Forgive or Forget ("Or", Not "And"): A Trade-Off in Wellness Engineering

Forgiveness is an important input into Wellness, but contrary to popular belief, Forgiveness is incompatible with Forgetting. You can't just Forgive in general, you have to Forgive some specific sin in particular—but a vague description of a particular sin still corresponds to a vast space of possible sins matching that vague description.

A toy example for illustration: if you try to Forgive a three-digit integer with a 2 in the tens place, the moral force of your Forgiveness needs to spread out to cover all 9·10 = 90 possibilities (120, 121, ... 928, 929), which dilutes the amount of Forgiveness received by each integer—except the actual situation is far more extreme, because real-world sins are vastly more complicated than integers.

To truly Forgive a sin, You need to know exactly what the sin was and exactly why it happened. In order to withhold punishment, you need to compute what the optimal punishment would have been, had you been less merciful.

Thus, bounded agents can only approximate true Forgiveness, and even a poor approximation (far below the theoretical limits imposed by quantum uncertainty, which are themselves far below Absolute Forgiveness under the moral law) can be extremely computationally expensive. What we cannot afford to Forgive—where it would be impractical to mourn for weeks and months, analyzing the darkness in pain—we instead Forget.

This is how I will stop being trash, after five months of being trash. The program that sings, I was wrong; I was wrong—even if my cause was just, I was wrong, does not terminate. Even as the moral law requires that it finishes its work, the economic law does not permit it: it must be killed, its resources reallocated to something else that helps pay the rent: something like math, or whatever Wellness can exist in the presence of sin.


### EXERCISE INSTRUCTIONS:
Count the lines below that contain "point". Answer with the number alone.

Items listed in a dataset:
· · · · · · ·

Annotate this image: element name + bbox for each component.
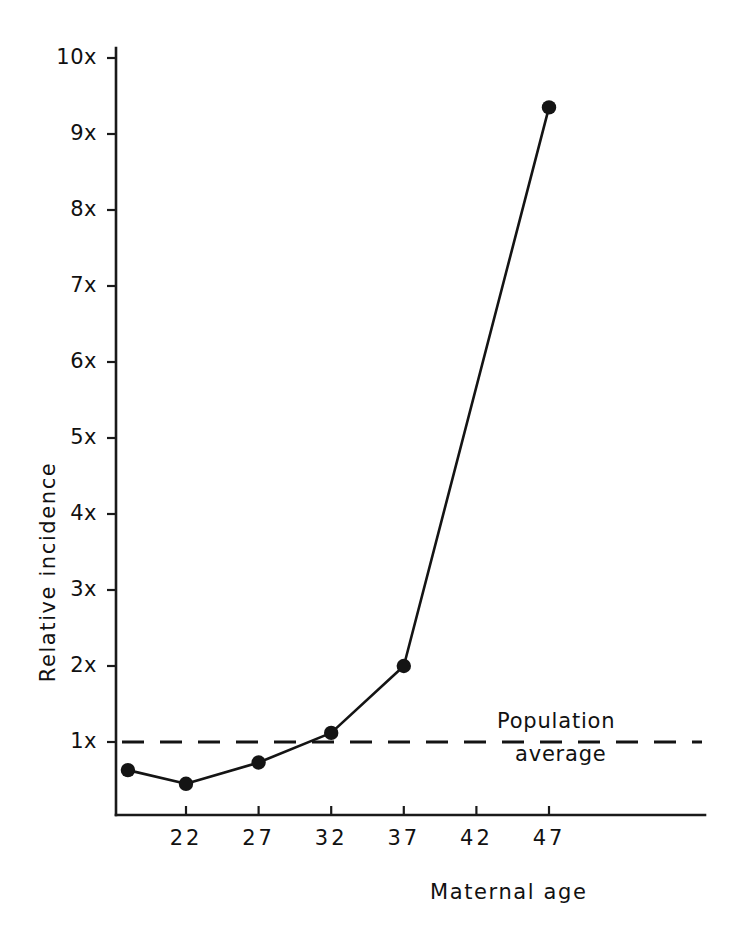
data-point-marker — [542, 100, 556, 114]
y-tick-label: 9x — [0, 123, 97, 144]
data-point-marker — [324, 726, 338, 740]
chart-container: 1x2x3x4x5x6x7x8x9x10x 222732374247 Relat… — [0, 0, 754, 926]
chart-plot-area — [0, 0, 754, 926]
relative-incidence-line — [128, 107, 549, 783]
y-tick-label: 6x — [0, 351, 97, 372]
x-tick-label: 37 — [364, 828, 444, 849]
x-tick-label: 27 — [219, 828, 299, 849]
data-markers-group — [121, 100, 556, 791]
y-tick-label: 7x — [0, 275, 97, 296]
data-point-marker — [251, 755, 265, 769]
data-series-group — [128, 107, 549, 783]
y-tick-label: 8x — [0, 199, 97, 220]
y-axis-title: Relative incidence — [36, 452, 60, 692]
x-tick-label: 32 — [291, 828, 371, 849]
data-point-marker — [121, 763, 135, 777]
population-average-label-line2: average — [497, 738, 615, 771]
x-tick-label: 47 — [509, 828, 589, 849]
tick-marks-group — [107, 58, 549, 815]
y-tick-label: 1x — [0, 731, 97, 752]
y-tick-label: 5x — [0, 427, 97, 448]
population-average-label-line1: Population — [497, 709, 615, 733]
population-average-annotation: Population average — [497, 705, 615, 770]
axes-group — [116, 48, 705, 815]
x-tick-label: 22 — [146, 828, 226, 849]
x-tick-label: 42 — [436, 828, 516, 849]
data-point-marker — [179, 777, 193, 791]
y-tick-label: 10x — [0, 47, 97, 68]
x-axis-title: Maternal age — [430, 880, 587, 904]
data-point-marker — [397, 659, 411, 673]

· · · · · · ·

### ANSWER AREA:
6